There's one, significant risk with forcing higher salaries. If those people earn 2-3 times national average (so they are really well off, because typically only a minority earns over the national average!), and would earn 4-6 times national average, what you can clearly expect is that a sort of mafia arouses which will be happy to collect $1-2 a day (or sexual services) for arranging such a great job for the people. And beat those unwilling to pay, sometimes to death.
So I do not think it would be a morally acceptable direction.

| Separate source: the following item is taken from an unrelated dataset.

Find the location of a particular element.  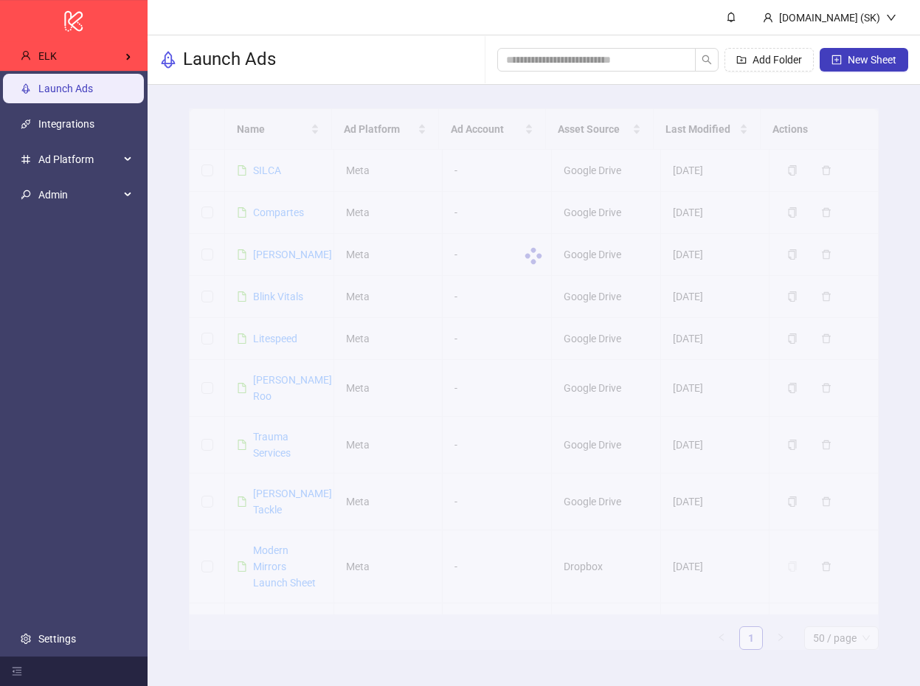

Near the end he talks about the fact that there is little to be done in these countries (by external forces) to improve bad domestic policy like insecure property rights, bad monetary policy, etc.
But there is one way.....
Colonialism.
But that's bad of course. Like sweat shops.
Why do you think the colonial powers eventually left those very regions? Colonizing by force requires standing armies, building infrastructure and towards the end of the colonial era, upholding better and better standards just like in the home countries when it came to rights and laws, much easier to just reap the same benefits without the cost of building a proper nation. This is economic colonialism at its finest.
So, what you are saying is bad domestic policies like insecure property rights, bad monetary policy, etc., are something we shouldn't support because the only way to get them is through colonialism.